In 2011, $2.27 trillion was spent on health care and more than four billion health insurance claims were processed in the United States. It is an undisputed reality that some of these health insurance claims are fraudulent. Although they constitute only a small fraction, those fraudulent claims carry a very high price tag.

The National Health Care Anti-Fraud Association (NHCAA) estimates that the financial losses due to health care fraud are in the tens of billions of dollars each year.

Whether you have employer-sponsored health insurance or you purchase your own insurance policy, health care fraud inevitably translates into higher premiums and out-of-pocket expenses for consumers, as well as reduced benefits or coverage. For employers-private and government alike-health care fraud increases the cost of providing insurance benefits to employees and, in turn, increases the overall cost of doing business. For many Americans, the increased expense resulting from fraud could mean the difference between making health insurance a reality or not.
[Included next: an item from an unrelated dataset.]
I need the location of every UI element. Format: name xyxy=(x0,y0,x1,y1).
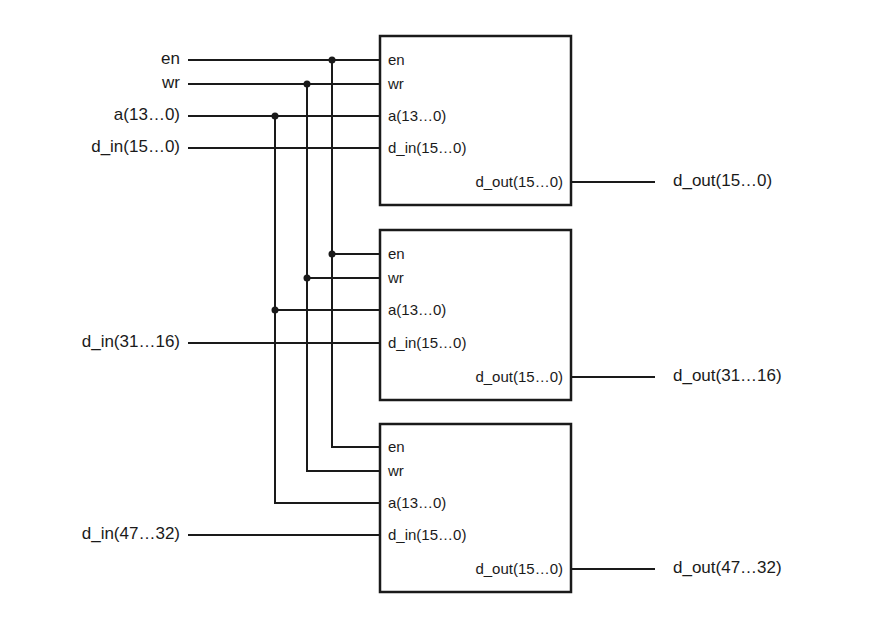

However, financial losses caused by health care fraud are only part of the story. Health care fraud has a human face too. Individual victims of health care fraud are sadly easy to find. These are people who are exploited and subjected to unnecessary or unsafe medical procedures. Or whose medical records are compromised or whose legitimate insurance information is used to submit falsified claims.

Don't be fooled into thinking that health care fraud is a victimless crime. There is no doubt that health care fraud can have devastating effects.

What Does Health Care Fraud Look Like?
The majority of health care fraud is committed by a very small minority of dishonest health care providers. Sadly, the actions of these deceitful few ultimately serve to sully the reputation of perhaps the most trusted and respected members of our society-our physicians.

Unfortunately, the stock in trade of fraud-doers is to take advantage of the confidence that has been entrusted to them in order to commit ongoing fraud on a very broad scale. And in conceiving fraud schemes, this group has the luxury of being creative because it has access to a vast range of variables with which to conceive all sorts of wrongdoing:

·         The entire population of our nation's patients;
·         The entire range of potential medical conditions and treatments on which to base false claims; and
·         The ability to spread false billings among many insurers simultaneously, including public programs such as Medicare and Medicaid, increasing fraud proceeds while lessening their chances of being detected by any a single insurer.

The most common types of fraud committed by dishonest providers include:

·         Billing for services that were never rendered-either by using genuine patient information, sometimes obtained through identity theft, to fabricate entire claims or by padding claims with charges for procedures or services that did not take place.
·         Billing for more expensive services or procedures than were actually provided or performed, commonly known as "upcoding"-i.e., falsely billing for a higher-priced treatment than was actually provided (which often requires the accompanying "inflation" of the patient's diagnosis code to a more serious condition consistent with the false procedure code).
·         Performing medically unnecessary services solely for the purpose of generating insurance payments-seen very often in nerve-conduction and other diagnostic-testing schemes.
·         Misrepresenting non-covered treatments as medically necessary covered treatments for purposes of obtaining insurance payments-widely seen in cosmetic-surgery schemes, in which non-covered cosmetic procedures such as "nose jobs" are billed to patients' insurers as deviated-septum repairs.
·         Falsifying a patient's diagnosis to justify tests, surgeries or other procedures that aren't medically necessary.
·         Unbundling - billing each step of a procedure as if it were a separate procedure.
·         Billing a patient more than the co-pay amount for services that were prepaid or paid in full by the benefit plan under the terms of a managed care contract.
·         Accepting kickbacks for patient referrals.
·         Waiving patient co-pays or deductibles for medical or dental care and over-billing the insurance carrier or benefit plan (insurers often set the policy with regard to the waiver of co-pays through its provider contracting process; while, under Medicare, routinely waiving co-pays is prohibited and may only be waived due to "financial hardship").